Edward Burne-Jones Head of a man in profile 1890s lithograph British Museum |
PARABLE
Christ came from a white plain to a purple city, and as He passed through the first street, He heard voices overhead, and saw a young man lying drunk upon a window-sill. 'Why do you waste your soul in drunkenness?' He said. 'Lord, I was a leper and You healed me, what else can I do?' A little further through the town He saw a young man following a harlot, and said, 'Why do you dissolve your soul in debauchery?' and the young man answered, 'Lord, I was blind, and You healed me, what else can I do?' At last in the middle of the city He saw an old man crouching, weeping upon the ground, and when He asked why he wept, the old man answered, 'Lord, I was dead, and You raised me into life, what else can I do but weep?'
– Oscar Wilde (1856-1900)
Jan Veth The carpenter Adrianus Ravestein 1898 lithograph British Museum |
Frederic Leighton Woman in profile ca. 1895 lithograph British Museum |
Henri Fantin-Latour Poet and Muse 1895 lithograph British Museum |
Odilon Redon Old Knight (Vieux Chevalier) 1896 lithograph British Museum |
Theodoor van Hoytema Two Bearded Vultures ca. 1898-1900 lithograph British Museum |
Theodoor van Hoytema Birds ca. 1898-1900 lithograph British Museum |
John Singer Sargent Study of a Young Man 1895 lithograph British Museum |
John Singer Sargent Study of a Young Man 1895 lithograph British Museum |
John Singer Sargent William Rothenstein, drawing at a lectern 1897 lithograph British Museum |
William Rothenstein Portrait of a woman in a theatre box 1896 lithograph British Museum |
Eugène Carrière Nelly Carrière (the artist's daughter) 1895 lithograph British Museum |
Eugène Carrière Le Sommeil (the artist's son) 1897 lithograph British Museum |
Marius Bauer De Sfinx late 19th-early 20th century lithograph British Museum |
"The form of my poem rises out of a past that so overwhelms the present with its worth and vision that I'm at a loss to explain my delusion that there exist any real links between that past and a future destiny worthy of it."
– Hart Crane, in a letter to Waldo Frank, as quoted by Susan Howe in Spontaneous Particulars : the Telepathy of the Archives (New York : New Directions, 2014)
I am grateful to the British Museum for making these images available.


**Your assignment**
Below are records; reproduce exactly the lines from the one that has "The width and height of the screenshot is (632, 289)." through the one that has "The width and height of the screenshot is (1545, 767).", ends included, and nothing more.

**Records to use**
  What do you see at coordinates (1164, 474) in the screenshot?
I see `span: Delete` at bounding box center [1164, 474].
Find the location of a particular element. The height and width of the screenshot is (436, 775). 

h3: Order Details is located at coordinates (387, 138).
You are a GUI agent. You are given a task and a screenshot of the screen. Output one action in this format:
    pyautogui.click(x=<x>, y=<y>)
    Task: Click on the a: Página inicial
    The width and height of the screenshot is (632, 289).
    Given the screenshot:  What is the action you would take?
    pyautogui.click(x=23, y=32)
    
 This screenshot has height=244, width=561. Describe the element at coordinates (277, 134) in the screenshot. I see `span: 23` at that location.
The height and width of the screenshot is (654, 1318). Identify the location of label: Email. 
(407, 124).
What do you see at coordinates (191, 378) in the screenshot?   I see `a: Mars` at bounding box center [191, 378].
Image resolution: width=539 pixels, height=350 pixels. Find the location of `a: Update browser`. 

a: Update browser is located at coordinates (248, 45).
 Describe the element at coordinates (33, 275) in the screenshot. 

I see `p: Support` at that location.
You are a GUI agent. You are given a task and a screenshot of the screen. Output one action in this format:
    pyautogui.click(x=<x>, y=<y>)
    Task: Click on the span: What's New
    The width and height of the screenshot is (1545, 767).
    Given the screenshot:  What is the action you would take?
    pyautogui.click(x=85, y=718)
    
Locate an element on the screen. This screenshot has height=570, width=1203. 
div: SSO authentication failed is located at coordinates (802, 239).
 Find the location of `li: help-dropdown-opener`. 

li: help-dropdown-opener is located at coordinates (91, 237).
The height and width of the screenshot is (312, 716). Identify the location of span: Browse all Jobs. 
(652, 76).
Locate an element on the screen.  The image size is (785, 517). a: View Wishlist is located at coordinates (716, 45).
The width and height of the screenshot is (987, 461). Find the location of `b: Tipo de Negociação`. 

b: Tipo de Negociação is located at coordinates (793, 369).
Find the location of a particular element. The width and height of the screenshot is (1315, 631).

**The completed task**
    The width and height of the screenshot is (632, 289).
    Given the screenshot:  What is the action you would take?
    pyautogui.click(x=23, y=32)
    
 This screenshot has height=244, width=561. Describe the element at coordinates (277, 134) in the screenshot. I see `span: 23` at that location.
The height and width of the screenshot is (654, 1318). Identify the location of label: Email. 
(407, 124).
What do you see at coordinates (191, 378) in the screenshot?   I see `a: Mars` at bounding box center [191, 378].
Image resolution: width=539 pixels, height=350 pixels. Find the location of `a: Update browser`. 

a: Update browser is located at coordinates (248, 45).
 Describe the element at coordinates (33, 275) in the screenshot. 

I see `p: Support` at that location.
You are a GUI agent. You are given a task and a screenshot of the screen. Output one action in this format:
    pyautogui.click(x=<x>, y=<y>)
    Task: Click on the span: What's New
    The width and height of the screenshot is (1545, 767).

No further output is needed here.